As the sesquicentennial (150th year anniversary) of the Civil War rolls around, I’ve got a lot of people on my back asking me questions. Since I’m a time traveler, and I lived through the war and all its atrocities, people keep asking, “Jenny, why don’t you tell us your stories from the war?” I’m not sure that I fall into a different category than other veterans whom you NEVER question about war, but I guess people remember time traveler before veteran and probably writer first and foremost anyways.
I won’t share much; because the Civil War was graphic, horrific, traumatizing and terribly depressing (just thinking on it makes me glum). It’s kind of like reliving it each time you hear about it or see that damn Ken Burns series on PBS (Why do they haunt me? Haven’t I suffered enough?). And with the anniversary, it’s almost like living it again. Each day parallels to the past, as memories of the war echo like bad dreams from the previous night.
“If it was so horrible, why did you choose to spend time there while traveling?” Well, time travel is part about where a traveler wants to go and where we have to go. As a side note: any stories I tell you about time travel could easily be debunked by contradictory theories on how time and traveling time works. Consider if you will, if one person goes back in time and changes an event, then someone else can go back and someone else can go back and again and again and again like an infinite loop right? Or perhaps time works in a big ball of infinite possibilities so jumping back won’t affect this time “line” (the idea of line is counterintuitive) but establish a new reality. I’m not here to argue with the science behind traveling, but to tell you the policies for time travelers and my own experiences.
So time travelers (scholars and enforcers of history) get to sign up for specific assignments and are sometimes assigned missions when needed. It just so happened that a rouge group of Southern sympathizers decided to jump time and join the South in the hopes of changing history (not exactly what Dale thinks, but close). This typically isn’t allowed (although I have my inklings of when changes have gotten past security) especially on such a grand scale, so an elite force (myself included) were assigned the task of jumping back to the war and stopping these vagabonds.
At this point, I had already done two tours of the Civil War, so I figured it would be a quick and simple mission, find and stop the rogue agents. Unfortunately, this mission meant enduring the full extent of the war, fighting in over 100 engagements and losing a lot of people who over time you easily become close with.
War is hell. I told Sherman that, and then he went on and made the phrase famous. It’s true, all veterans know it, and all of those who died in battle or from subsequent disease knew it, and especially those who still haunt the death stained ground know this to be true. Why would anyone want to talk about it? Well, we talk about it to remember, to educate and to hopefully not recreate the horrors of war.
War doesn’t end when the last bullet flies; it leaves destruction in its wake that can be felt generations later. When I heard shots ringing out this morning at 4:30am, and I woke up in a cold sweat, I knew it wasn’t some hunting accident or drive by shooting, but the echoes of the past still calling out to me.
“Did you stop the vagabonds?” Well, I guess if you know history, you know the answer to that (although I did have an African American woman aged about 60 years, who had been a teacher for almost 30 years ask me recently who won the Civil War, so you never know).
“Was it worth it, even with all the nightmares?” Yes. I’d say my job protecting history is always worth it, no matter the cost.
“Would you go back again?” Unfortunately I’d have to say yes. Not just for duty, but also because each time you relive history you get to experience the good aspects along with the bad. Seeing the soldiers I knew alive and well again, even while knowing when and how they will die, makes the experience bittersweet (as all aspects of history and the human experience tend to be) but it doesn’t make it unbearable. Experiencing history first hand is the most amazing experience I can imagine, and no amount of nightmares after the fact would make me give that up. Yeah, the memories can be debilitating but more often than not, they feel like a distant dream or a strong imagination playing stories in my head.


In the data below, which lines hold the word "emission"? Copy them.

• _Exercise materials_
=======

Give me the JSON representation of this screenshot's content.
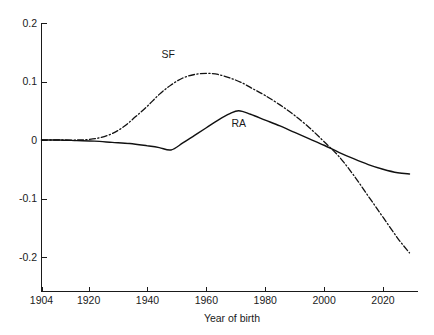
{
  "chart_data": {
    "type": "line",
    "title": "",
    "subtitle": "",
    "xlabel": "Year of birth",
    "ylabel": "",
    "xlim": [
      1904,
      2029
    ],
    "ylim": [
      -0.2,
      0.2
    ],
    "grid": false,
    "legend_position": "inline-annotation",
    "xticks": [
      1904,
      1920,
      1940,
      1960,
      1980,
      2000,
      2020
    ],
    "xticklabels": [
      "1904",
      "1920",
      "1940",
      "1960",
      "1980",
      "2000",
      "2020"
    ],
    "yticks": [
      0.2,
      0.1,
      0,
      -0.1,
      -0.2
    ],
    "yticklabels": [
      "0.2",
      "0.1",
      "0",
      "-0.1",
      "-0.2"
    ],
    "annotations": [
      {
        "text": "SF",
        "x": 1947,
        "y": 0.14
      },
      {
        "text": "RA",
        "x": 1971,
        "y": 0.023
      }
    ],
    "series": [
      {
        "name": "RA",
        "style": "solid",
        "color": "#111111",
        "x": [
          1904,
          1910,
          1916,
          1922,
          1928,
          1934,
          1940,
          1944,
          1948,
          1952,
          1956,
          1960,
          1964,
          1968,
          1971,
          1975,
          1980,
          1985,
          1990,
          1995,
          2000,
          2005,
          2010,
          2015,
          2020,
          2025,
          2029
        ],
        "y": [
          0.0,
          0.0,
          -0.001,
          -0.002,
          -0.004,
          -0.006,
          -0.01,
          -0.013,
          -0.017,
          -0.005,
          0.008,
          0.021,
          0.034,
          0.045,
          0.05,
          0.044,
          0.034,
          0.024,
          0.013,
          0.002,
          -0.009,
          -0.021,
          -0.032,
          -0.042,
          -0.05,
          -0.056,
          -0.058
        ]
      },
      {
        "name": "SF",
        "style": "dash-dot",
        "color": "#111111",
        "x": [
          1904,
          1910,
          1916,
          1920,
          1924,
          1928,
          1932,
          1936,
          1940,
          1944,
          1948,
          1952,
          1956,
          1960,
          1964,
          1968,
          1972,
          1976,
          1980,
          1985,
          1990,
          1995,
          2000,
          2005,
          2010,
          2015,
          2020,
          2025,
          2029
        ],
        "y": [
          0.0,
          0.0,
          0.0,
          0.001,
          0.004,
          0.011,
          0.023,
          0.04,
          0.058,
          0.078,
          0.094,
          0.106,
          0.112,
          0.114,
          0.112,
          0.106,
          0.098,
          0.087,
          0.076,
          0.06,
          0.042,
          0.021,
          -0.003,
          -0.028,
          -0.06,
          -0.096,
          -0.132,
          -0.168,
          -0.193
        ]
      }
    ]
  },
  "axes": {
    "x_axis_name": "Year of birth",
    "y_axis_name": ""
  }
}
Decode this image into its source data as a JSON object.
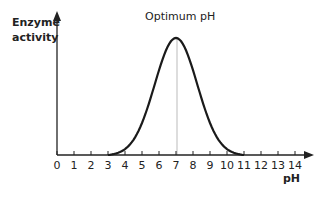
{
  "chart_data": {
    "type": "line",
    "title": "",
    "xlabel": "pH",
    "ylabel": "Enzyme activity",
    "ylabel_lines": [
      "Enzyme",
      "activity"
    ],
    "x_ticks": [
      0,
      1,
      2,
      3,
      4,
      5,
      6,
      7,
      8,
      9,
      10,
      11,
      12,
      13,
      14
    ],
    "xlim": [
      0,
      14
    ],
    "y_ticks": [],
    "grid": false,
    "legend": null,
    "annotations": [
      {
        "text": "Optimum pH",
        "x": 7,
        "reference_line": "vertical at x=7"
      }
    ],
    "series": [
      {
        "name": "Enzyme activity",
        "shape": "bell curve",
        "x": [
          3,
          4,
          5,
          6,
          6.5,
          7,
          7.5,
          8,
          9,
          10,
          11
        ],
        "values": [
          0,
          0.08,
          0.3,
          0.75,
          0.93,
          1.0,
          0.93,
          0.75,
          0.3,
          0.08,
          0
        ],
        "peak_x": 7,
        "range": [
          3,
          11
        ]
      }
    ]
  },
  "labels": {
    "ylabel_line1": "Enzyme",
    "ylabel_line2": "activity",
    "xlabel": "pH",
    "annotation": "Optimum pH"
  },
  "ticks": [
    "0",
    "1",
    "2",
    "3",
    "4",
    "5",
    "6",
    "7",
    "8",
    "9",
    "10",
    "11",
    "12",
    "13",
    "14"
  ]
}
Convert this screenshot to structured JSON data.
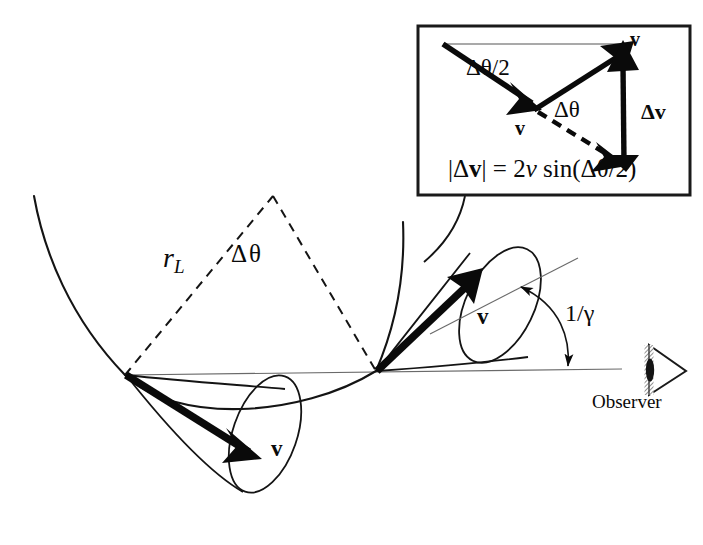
{
  "figure": {
    "background_color": "#ffffff",
    "ink_color": "#0a0a0a",
    "width": 703,
    "height": 545
  },
  "inset": {
    "name": "velocity-change-inset",
    "border_color": "#1a1a1a",
    "labels": {
      "half_angle": "Δθ/2",
      "delta_theta": "Δθ",
      "v_initial": "v",
      "v_final": "v",
      "delta_v": "Δv"
    },
    "formula": {
      "lhs_abs_open": "|Δ",
      "lhs_vec": "v",
      "lhs_abs_close": "|",
      "equals": "=",
      "coefficient": "2",
      "speed": "v",
      "function": "sin(",
      "argument": "Δθ/2",
      "close": ")",
      "plain": "|Δv| = 2v sin(Δθ/2)"
    }
  },
  "main": {
    "labels": {
      "larmor_radius": "r",
      "larmor_radius_subscript": "L",
      "delta_theta": "Δθ",
      "velocity_left": "v",
      "velocity_right": "v",
      "beaming_angle": "1/γ",
      "observer": "Observer"
    },
    "elements": {
      "trajectory": "helical-particle-trajectory",
      "chord_triangle": "dashed-chord-triangle",
      "left_cone": "left-emission-cone",
      "right_cone": "right-emission-cone",
      "axis": "line-of-sight-axis",
      "observer_icon": "observer-eye-icon",
      "leader": "inset-leader-line"
    }
  }
}
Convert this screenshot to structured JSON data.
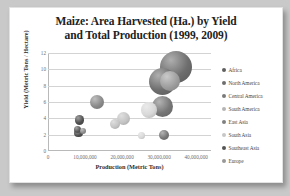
{
  "chart_data": {
    "type": "scatter",
    "title": "Maize: Area Harvested (Ha.) by Yield and Total Production (1999, 2009)",
    "title_line1": "Maize: Area Harvested (Ha.) by Yield",
    "title_line2": "and Total Production (1999, 2009)",
    "xlabel": "Production (Metric Tons)",
    "ylabel": "Yield (Metric Tons / Hectare)",
    "xlim": [
      0,
      44000000
    ],
    "ylim": [
      0,
      12
    ],
    "xticks": [
      "0",
      "10,000,000",
      "20,000,000",
      "30,000,000",
      "40,000,000"
    ],
    "xtick_values": [
      0,
      10000000,
      20000000,
      30000000,
      40000000
    ],
    "yticks": [
      "0",
      "2",
      "4",
      "6",
      "8",
      "10",
      "12"
    ],
    "ytick_values": [
      0,
      2,
      4,
      6,
      8,
      10,
      12
    ],
    "grid": true,
    "legend_position": "right",
    "bubble_size_meaning": "Area Harvested (Ha.)",
    "series": [
      {
        "name": "Africa",
        "color": "#4f4f4f",
        "points": [
          {
            "x": 8200000,
            "y": 2.2,
            "r": 4.2,
            "year": 1999
          },
          {
            "x": 8600000,
            "y": 3.8,
            "r": 4.6,
            "year": 2009
          }
        ]
      },
      {
        "name": "North America",
        "color": "#6e6e6e",
        "points": [
          {
            "x": 30800000,
            "y": 8.5,
            "r": 13.5,
            "year": 1999
          },
          {
            "x": 34500000,
            "y": 10.3,
            "r": 16.0,
            "year": 2009
          }
        ]
      },
      {
        "name": "Central America",
        "color": "#8a8a8a",
        "points": [
          {
            "x": 9500000,
            "y": 2.4,
            "r": 3.0,
            "year": 1999
          },
          {
            "x": 13200000,
            "y": 6.0,
            "r": 7.0,
            "year": 2009
          }
        ]
      },
      {
        "name": "South America",
        "color": "#c4c4c4",
        "points": [
          {
            "x": 18200000,
            "y": 3.3,
            "r": 5.0,
            "year": 1999
          },
          {
            "x": 20300000,
            "y": 4.0,
            "r": 6.5,
            "year": 2009
          }
        ]
      },
      {
        "name": "East Asia",
        "color": "#777777",
        "points": [
          {
            "x": 31000000,
            "y": 5.4,
            "r": 10.5,
            "year": 1999
          },
          {
            "x": 31200000,
            "y": 1.9,
            "r": 5.0,
            "year": 2009
          }
        ]
      },
      {
        "name": "South Asia",
        "color": "#d8d8d8",
        "points": [
          {
            "x": 25200000,
            "y": 1.9,
            "r": 3.6,
            "year": 1999
          },
          {
            "x": 27300000,
            "y": 5.0,
            "r": 7.8,
            "year": 2009
          }
        ]
      },
      {
        "name": "Southeast Asia",
        "color": "#5a5a5a",
        "points": [
          {
            "x": 8000000,
            "y": 2.6,
            "r": 3.6,
            "year": 1999
          }
        ]
      },
      {
        "name": "Europe",
        "color": "#9e9e9e",
        "points": [
          {
            "x": 33000000,
            "y": 8.6,
            "r": 10.0,
            "year": 2009
          }
        ]
      }
    ]
  },
  "legend": {
    "items": [
      {
        "label": "Africa",
        "color": "#5f5f5f"
      },
      {
        "label": "North America",
        "color": "#6e6e6e"
      },
      {
        "label": "Central America",
        "color": "#7a7a7a"
      },
      {
        "label": "South America",
        "color": "#b5b5b5"
      },
      {
        "label": "East Asia",
        "color": "#808080"
      },
      {
        "label": "South Asia",
        "color": "#c7c7c7"
      },
      {
        "label": "Southeast Asia",
        "color": "#555555"
      },
      {
        "label": "Europe",
        "color": "#989898"
      }
    ]
  }
}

=======

• _Answer for the task_
      "left_cone": "left-emission-cone",
      "right_cone": "right-emission-cone",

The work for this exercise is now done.